TGIF getting green
Law enforcement officers across the United States dread this Friday like the outbreak of some form of black plague. At least, traffic is a mess. A whole country goes into a frenzied ritual of spending paroxysm programmed by more than six decades of marketing genius that prey on native urges and human yearnings, and the facility of financial credit to afford them.
The spending ritual is part of the business cycle. The period from Thanksgiving to mid-January is about five weeks of marketing consumer goods in the western Yuletide and New Year’s season. The Christian liturgical calendar has the advent to the epiphany of the Christ-child (this is an all-powerful symbolic period to those who grew up in the canopy of its imperial image power)—from the Bethlehem babe to the three kings in the manger, ingrained in many time designs.
After WWII, returning casualties from military theatres showed a high percentage of mental health cases. Psychoanalysis had then ascended the U.S. healing profession to correctional institutions as they transformed punitive procedures to rehabilitative practices. The national Mental Health Act of ‘46 gave credence to the new pubic relations’ discipline practiced on Wall Street. A decade earlier, after the U.S. Depression hit impoverished bottom, Edward Bernays, nephew of prominent Sigmund Freud and cousin to devoted Anna, took psychological insights and applied it to the marketing methodologies.
Freud is a secular apostle of the Augustinian notion (my monkish opinion) that human genesis is on the negative side of the social equation. Augustine proposed original sin to explain his youthful behavior and adult guilt, used the Torah’s story of creation as authoritative justification, and decreed every human’s “fall from grace.” Following Europe’s optimistic period of enlightenment and the age of reason, Sigmund and daughter Anna suggested that underneath human consciousness lurks a sea of primitive chaos influencing behavior and making us all subject to animal savagery and violence.
Sigmund traced anti-Jewish Nazi Germany to primal nature; he also caught daughter Anna masturbating, and following European manners of the court that disdained sexual urges as contrary to the conduct of moral persons and upright citizens (though regally practiced under covers), he concluded that early childhood experiences and suppressed memories of them can explain deviant behavior. The regions of the subconscious and unconscious lend itself to manipulation so that it can result into desired programmed behavior. Similarly, education came along to promote the cult of self-preservation and self-esteem.
The age of consumerism is defined by widespread manipulation of primitive urges, an appeal to satisfaction, status, significance, and shame. Just say, “tak, tak, tak” in the Philippines, and one hears “Ajinomoto,” the food additive that made MSG a common fare in Pinoy cuisine. Nike shoes (think sports figures) and Polo (Ralph Lauren and Milan’s glitterati) shirts prey on our sense of social status. Apple’s “we will bring the library to every home” appealed to my sense of significance, patronizing its digital world products. Shame and sex, of course, remain the fertile field of exploitation, and one only stare at all the blown-out images in Galleria to track which of our salivating nature the ad folks are after! Newstands cover girlie and macho magazines that end up under many pillows.
China’s rapid economic rise is from cheaply produced consumer goods. Its export markets (North America and EU) are in recession with their financial systems weighted down by phantom wealth, delusionary assurances, and illusory assets; China’s manufacturing has started contracting as its savings-prone domestic market is not about to create a robust consuming horde overnight.
Sadly, China is rapidly getting highly commercialized with a widening consumer base, but Black Friday is a decade down the line. Aping Western models of consummate consumption, however, Chinese financial institutions extend easy credit to spur buying of products it over-produces for export, and heretofore, illicitly marketed in domestic stalls.
America will survive another decade of Black Fridays for as long as it drums the message of fear to its population and insecurity from terror among its allies, foists its currency as medium of exchange in global trade, spreads the culture of consumption worldwide, and flexes its imperial military muscles. Meanwhile, those duped by continuing Park Avenue marketing will line up for the latest sale of products of rapid obsolescence.
We see sunrise in the rubble of collapse. TGIF. There are green Fridays sprouting around the world. A network of glocalis is finding connectivity in new forms of social networking. As crude and unruly the Arab Spring and the Occupy Wall Street movements are, they foreshadow increasing eye balling communions of small groups forming around common interest, as in a green earth. That image of the earthrise overarches many visions and echoes along the tremors of mission lines. A vision of hope and a mission of profound transformation are occurring in the midst of frenzied gloom and despair.
But some will keep to their Black Friday. I am keeping mine green!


[Directions] From the first line to the last, write out the data below exactly.
[Stored data — start]
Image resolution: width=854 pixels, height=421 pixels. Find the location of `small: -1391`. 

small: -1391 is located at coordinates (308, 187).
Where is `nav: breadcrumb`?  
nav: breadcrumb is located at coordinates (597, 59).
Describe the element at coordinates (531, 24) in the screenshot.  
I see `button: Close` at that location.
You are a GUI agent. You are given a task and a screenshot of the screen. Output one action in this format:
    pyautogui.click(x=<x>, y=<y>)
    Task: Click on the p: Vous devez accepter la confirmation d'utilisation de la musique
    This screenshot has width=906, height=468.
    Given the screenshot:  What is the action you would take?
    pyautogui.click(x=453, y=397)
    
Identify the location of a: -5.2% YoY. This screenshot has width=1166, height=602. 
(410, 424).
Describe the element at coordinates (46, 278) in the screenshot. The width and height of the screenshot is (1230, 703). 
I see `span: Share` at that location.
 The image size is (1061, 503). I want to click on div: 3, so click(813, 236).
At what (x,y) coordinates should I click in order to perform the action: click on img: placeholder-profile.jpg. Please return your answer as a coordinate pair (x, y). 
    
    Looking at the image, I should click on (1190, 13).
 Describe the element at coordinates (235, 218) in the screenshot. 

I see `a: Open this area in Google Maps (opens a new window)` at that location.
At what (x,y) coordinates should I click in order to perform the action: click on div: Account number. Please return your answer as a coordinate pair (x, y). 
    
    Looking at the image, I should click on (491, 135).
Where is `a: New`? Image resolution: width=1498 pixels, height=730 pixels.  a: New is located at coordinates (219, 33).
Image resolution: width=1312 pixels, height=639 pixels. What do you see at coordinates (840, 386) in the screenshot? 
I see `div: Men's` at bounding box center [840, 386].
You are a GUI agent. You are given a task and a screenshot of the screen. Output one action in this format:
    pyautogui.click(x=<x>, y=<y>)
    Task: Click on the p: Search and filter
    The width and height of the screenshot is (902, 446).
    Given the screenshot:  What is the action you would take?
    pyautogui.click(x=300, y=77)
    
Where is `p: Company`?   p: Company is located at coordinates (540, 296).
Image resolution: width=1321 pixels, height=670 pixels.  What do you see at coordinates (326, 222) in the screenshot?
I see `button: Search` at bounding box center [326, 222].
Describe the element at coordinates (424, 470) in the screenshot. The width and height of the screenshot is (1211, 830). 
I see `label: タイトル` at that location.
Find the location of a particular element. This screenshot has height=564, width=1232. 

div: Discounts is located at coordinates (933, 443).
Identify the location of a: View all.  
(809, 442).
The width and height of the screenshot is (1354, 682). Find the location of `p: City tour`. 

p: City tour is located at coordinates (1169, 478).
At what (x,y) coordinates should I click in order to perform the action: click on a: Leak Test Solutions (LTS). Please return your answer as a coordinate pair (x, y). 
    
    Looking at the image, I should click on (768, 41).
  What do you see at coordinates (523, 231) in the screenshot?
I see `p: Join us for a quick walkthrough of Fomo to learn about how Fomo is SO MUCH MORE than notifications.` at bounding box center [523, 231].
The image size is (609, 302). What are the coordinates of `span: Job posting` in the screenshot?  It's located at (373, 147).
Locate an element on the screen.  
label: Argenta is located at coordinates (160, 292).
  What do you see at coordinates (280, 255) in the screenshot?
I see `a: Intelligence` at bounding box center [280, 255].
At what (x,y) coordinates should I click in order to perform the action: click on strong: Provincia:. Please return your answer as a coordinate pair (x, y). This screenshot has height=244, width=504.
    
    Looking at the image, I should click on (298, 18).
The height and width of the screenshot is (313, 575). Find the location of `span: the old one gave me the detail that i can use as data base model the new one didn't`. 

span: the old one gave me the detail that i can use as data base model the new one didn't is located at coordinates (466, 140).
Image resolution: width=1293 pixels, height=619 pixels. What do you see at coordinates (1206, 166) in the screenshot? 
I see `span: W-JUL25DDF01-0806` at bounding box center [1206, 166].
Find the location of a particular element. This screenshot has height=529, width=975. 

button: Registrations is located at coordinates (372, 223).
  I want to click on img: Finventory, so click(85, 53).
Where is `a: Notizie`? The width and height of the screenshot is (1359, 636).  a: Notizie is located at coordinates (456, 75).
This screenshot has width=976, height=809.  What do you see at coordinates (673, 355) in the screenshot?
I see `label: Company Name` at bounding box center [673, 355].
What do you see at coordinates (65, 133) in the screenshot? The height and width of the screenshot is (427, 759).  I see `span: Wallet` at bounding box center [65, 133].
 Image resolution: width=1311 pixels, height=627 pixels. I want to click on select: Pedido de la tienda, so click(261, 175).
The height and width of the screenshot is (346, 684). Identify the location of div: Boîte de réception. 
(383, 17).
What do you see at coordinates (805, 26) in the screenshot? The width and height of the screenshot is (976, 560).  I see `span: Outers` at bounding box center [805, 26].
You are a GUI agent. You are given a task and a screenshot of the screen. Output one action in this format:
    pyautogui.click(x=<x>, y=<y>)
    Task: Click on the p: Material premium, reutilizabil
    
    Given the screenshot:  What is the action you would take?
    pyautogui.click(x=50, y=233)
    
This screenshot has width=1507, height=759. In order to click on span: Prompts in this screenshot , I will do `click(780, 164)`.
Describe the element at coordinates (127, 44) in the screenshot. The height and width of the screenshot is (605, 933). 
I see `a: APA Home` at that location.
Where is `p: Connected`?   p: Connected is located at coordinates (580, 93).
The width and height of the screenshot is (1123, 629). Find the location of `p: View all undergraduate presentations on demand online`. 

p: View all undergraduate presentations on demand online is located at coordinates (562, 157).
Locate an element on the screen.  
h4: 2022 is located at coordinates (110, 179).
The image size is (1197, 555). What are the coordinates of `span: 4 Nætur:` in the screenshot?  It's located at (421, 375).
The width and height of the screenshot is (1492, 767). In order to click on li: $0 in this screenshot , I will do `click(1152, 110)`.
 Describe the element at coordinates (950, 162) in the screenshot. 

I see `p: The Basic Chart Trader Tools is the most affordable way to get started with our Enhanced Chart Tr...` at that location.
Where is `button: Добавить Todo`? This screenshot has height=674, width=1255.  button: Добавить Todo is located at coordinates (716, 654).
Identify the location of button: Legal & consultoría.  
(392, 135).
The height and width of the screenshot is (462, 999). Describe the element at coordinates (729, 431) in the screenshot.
[Stored data — finish]
[Output below]
Image resolution: width=854 pixels, height=421 pixels. Find the location of `small: -1391`. 

small: -1391 is located at coordinates (308, 187).
Where is `nav: breadcrumb`?  
nav: breadcrumb is located at coordinates (597, 59).
Describe the element at coordinates (531, 24) in the screenshot.  
I see `button: Close` at that location.
You are a GUI agent. You are given a task and a screenshot of the screen. Output one action in this format:
    pyautogui.click(x=<x>, y=<y>)
    Task: Click on the p: Vous devez accepter la confirmation d'utilisation de la musique
    This screenshot has width=906, height=468.
    Given the screenshot:  What is the action you would take?
    pyautogui.click(x=453, y=397)
    
Identify the location of a: -5.2% YoY. This screenshot has width=1166, height=602. 
(410, 424).
Describe the element at coordinates (46, 278) in the screenshot. The width and height of the screenshot is (1230, 703). 
I see `span: Share` at that location.
 The image size is (1061, 503). I want to click on div: 3, so click(813, 236).
At what (x,y) coordinates should I click in order to perform the action: click on img: placeholder-profile.jpg. Please return your answer as a coordinate pair (x, y). 
    
    Looking at the image, I should click on (1190, 13).
 Describe the element at coordinates (235, 218) in the screenshot. 

I see `a: Open this area in Google Maps (opens a new window)` at that location.
At what (x,y) coordinates should I click in order to perform the action: click on div: Account number. Please return your answer as a coordinate pair (x, y). 
    
    Looking at the image, I should click on (491, 135).
Where is `a: New`? Image resolution: width=1498 pixels, height=730 pixels.  a: New is located at coordinates (219, 33).
Image resolution: width=1312 pixels, height=639 pixels. What do you see at coordinates (840, 386) in the screenshot? 
I see `div: Men's` at bounding box center [840, 386].
You are a GUI agent. You are given a task and a screenshot of the screen. Output one action in this format:
    pyautogui.click(x=<x>, y=<y>)
    Task: Click on the p: Search and filter
    The width and height of the screenshot is (902, 446).
    Given the screenshot:  What is the action you would take?
    pyautogui.click(x=300, y=77)
    
Where is `p: Company`?   p: Company is located at coordinates (540, 296).
Image resolution: width=1321 pixels, height=670 pixels.  What do you see at coordinates (326, 222) in the screenshot?
I see `button: Search` at bounding box center [326, 222].
Describe the element at coordinates (424, 470) in the screenshot. The width and height of the screenshot is (1211, 830). 
I see `label: タイトル` at that location.
Find the location of a particular element. This screenshot has height=564, width=1232. 

div: Discounts is located at coordinates (933, 443).
Identify the location of a: View all.  
(809, 442).
The width and height of the screenshot is (1354, 682). Find the location of `p: City tour`. 

p: City tour is located at coordinates (1169, 478).
At what (x,y) coordinates should I click in order to perform the action: click on a: Leak Test Solutions (LTS). Please return your answer as a coordinate pair (x, y). 
    
    Looking at the image, I should click on (768, 41).
  What do you see at coordinates (523, 231) in the screenshot?
I see `p: Join us for a quick walkthrough of Fomo to learn about how Fomo is SO MUCH MORE than notifications.` at bounding box center [523, 231].
The image size is (609, 302). What are the coordinates of `span: Job posting` in the screenshot?  It's located at (373, 147).
Locate an element on the screen.  
label: Argenta is located at coordinates (160, 292).
  What do you see at coordinates (280, 255) in the screenshot?
I see `a: Intelligence` at bounding box center [280, 255].
At what (x,y) coordinates should I click in order to perform the action: click on strong: Provincia:. Please return your answer as a coordinate pair (x, y). This screenshot has height=244, width=504.
    
    Looking at the image, I should click on (298, 18).
The height and width of the screenshot is (313, 575). Find the location of `span: the old one gave me the detail that i can use as data base model the new one didn't`. 

span: the old one gave me the detail that i can use as data base model the new one didn't is located at coordinates (466, 140).
Image resolution: width=1293 pixels, height=619 pixels. What do you see at coordinates (1206, 166) in the screenshot? 
I see `span: W-JUL25DDF01-0806` at bounding box center [1206, 166].
Find the location of a particular element. This screenshot has height=529, width=975. 

button: Registrations is located at coordinates (372, 223).
  I want to click on img: Finventory, so click(85, 53).
Where is `a: Notizie`? The width and height of the screenshot is (1359, 636).  a: Notizie is located at coordinates (456, 75).
This screenshot has width=976, height=809.  What do you see at coordinates (673, 355) in the screenshot?
I see `label: Company Name` at bounding box center [673, 355].
What do you see at coordinates (65, 133) in the screenshot? The height and width of the screenshot is (427, 759).  I see `span: Wallet` at bounding box center [65, 133].
 Image resolution: width=1311 pixels, height=627 pixels. I want to click on select: Pedido de la tienda, so click(261, 175).
The height and width of the screenshot is (346, 684). Identify the location of div: Boîte de réception. 
(383, 17).
What do you see at coordinates (805, 26) in the screenshot? The width and height of the screenshot is (976, 560).  I see `span: Outers` at bounding box center [805, 26].
You are a GUI agent. You are given a task and a screenshot of the screen. Output one action in this format:
    pyautogui.click(x=<x>, y=<y>)
    Task: Click on the p: Material premium, reutilizabil
    
    Given the screenshot:  What is the action you would take?
    pyautogui.click(x=50, y=233)
    
This screenshot has width=1507, height=759. In order to click on span: Prompts in this screenshot , I will do `click(780, 164)`.
Describe the element at coordinates (127, 44) in the screenshot. The height and width of the screenshot is (605, 933). 
I see `a: APA Home` at that location.
Where is `p: Connected`?   p: Connected is located at coordinates (580, 93).
The width and height of the screenshot is (1123, 629). Find the location of `p: View all undergraduate presentations on demand online`. 

p: View all undergraduate presentations on demand online is located at coordinates (562, 157).
Locate an element on the screen.  
h4: 2022 is located at coordinates (110, 179).
The image size is (1197, 555). What are the coordinates of `span: 4 Nætur:` in the screenshot?  It's located at (421, 375).
The width and height of the screenshot is (1492, 767). In order to click on li: $0 in this screenshot , I will do `click(1152, 110)`.
 Describe the element at coordinates (950, 162) in the screenshot. 

I see `p: The Basic Chart Trader Tools is the most affordable way to get started with our Enhanced Chart Tr...` at that location.
Where is `button: Добавить Todo`? This screenshot has height=674, width=1255.  button: Добавить Todo is located at coordinates (716, 654).
Identify the location of button: Legal & consultoría.  
(392, 135).
The height and width of the screenshot is (462, 999). Describe the element at coordinates (729, 431) in the screenshot.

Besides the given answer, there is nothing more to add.